I am currently reading Petér Nadás' 'Fire and Knowledge.' It is a mixture of short stories, essays, reportage, and miscellany. Nadás is a Hungarian writer. I don't remember where I heard of him, but I can assume that I read in the NYRB a review of one or the other of his works. I am sure of it. It might be the London Review, but I see those two as a trick-sided coin. Either way, I enjoy the fiction more than the non-fiction, which is rare for me. The stories are all told from the point of view of a younger person in 1960s or 1970s communist Hungary. There are subtle little bits here and there where something catches your attention as being radically alien to you; you follow the little flash of light down the path and a giant wrecking ball smashes into you. For a laugh. You get caught trying to sympathize or, worse, understand and identify with the people in the stories. You get smashed because you can't understand any of it as a lazy, unthinking, spoiled-brat American. And I think highly of Nadás for employing that technique.

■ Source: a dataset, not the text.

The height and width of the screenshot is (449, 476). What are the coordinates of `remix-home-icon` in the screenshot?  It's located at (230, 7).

I just finished a collection of stories by Roberto Bolaño. He was Chilean, but he lived all over the Spanish-speaking world until he died several years ago. A lot of the stories took place in and around Barcelona in the mid- to late-1970s. Which made me stop and think; they speak Catalan in Barcelona and isn't it weird that so many Latin American writers fled dictatorships in their homelands to go to a place where the memories of a Dictator were as fresh as raw milk and cowshit on your boots? Either way. Brilliant. It has sparked and fueled a rising interest within me to read more and more Spanish-speaking writers.
Some time ago, I encountered some poems by Borges. They were in the original Spanish, but, with the remnants of my extremely rudimentary Spanish from school, I was able to slightly discern what the poem was saying. This excited me and I have since been reading more and more stories and poems by Spanish writers. I have ordered bilingual editions of Rubén Darío and Cesar Valléjo. I have ordered two more books by Bolaño. I have some Neruda and my Borges. I am going to try and make some sense. I like the idea of it. This is the first time that I have actually appreciated that I learned Spanish in school (and college) instead of French. I still would have loved to have learned French, of course, but now I appreciate the richness of Spanish. Like Lorca and Neruda. We shall see.

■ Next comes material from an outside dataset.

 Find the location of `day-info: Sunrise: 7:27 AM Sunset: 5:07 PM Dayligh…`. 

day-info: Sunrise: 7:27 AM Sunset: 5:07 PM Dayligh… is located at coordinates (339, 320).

Another topic itching at my brain has been the Iroquois Indians. The Haudenosaunee. People of the Long-house. They of the Five Nations. They were the original inhabitants of my home region and more and more, day after day, my fascination with their culture and history grows. I have been searching for an Iroquois-English Dictionary, but, remarkably, there do not seem to be any that are easily found or accessed. Not too shocking. Academia in this country only seems interested in the Native Peoples after they've been dead for a couple hundred years; then it is only their bones and pottery with which they want to deal. I did manage to find an Ethnobotanical study of the Iroquois, so that is a start. From the ground up, it seems, will have to be the direction I travel in this respect.
The Nation that lived here where I currently live was the Seneca Nation. They were the largest, I believe, of the Five Nations. They built villages and maintained large tracts of cultivated fields. Their hunting grounds stretched from Vermont to the Ohio River Valley and down into Maryland. They had songs and poetry. They now maintain a couple casinos and fight to protect their tax-free cigarette sales from the greedy bureaucratic claws of New York State. But the history and culture of the Seneca is as great as any peoples on Earth. Perhaps even in this Cosmos? I don't know. I cannot speak to that. I really shouldn't speak anymore about it until I am properly informed so as to not appear to be so ignorant.
Does anyone even read this? Hahaha.
I am basically writing this to stave off the real feelings that are welling up in my bowels. Probably because of the anonymity that this provides. And because nobody is reading this anyway. It makes it easy. Sublimate. Absorb. Release waste bi-product as gas. Move on to next adventure. Move on, again and again.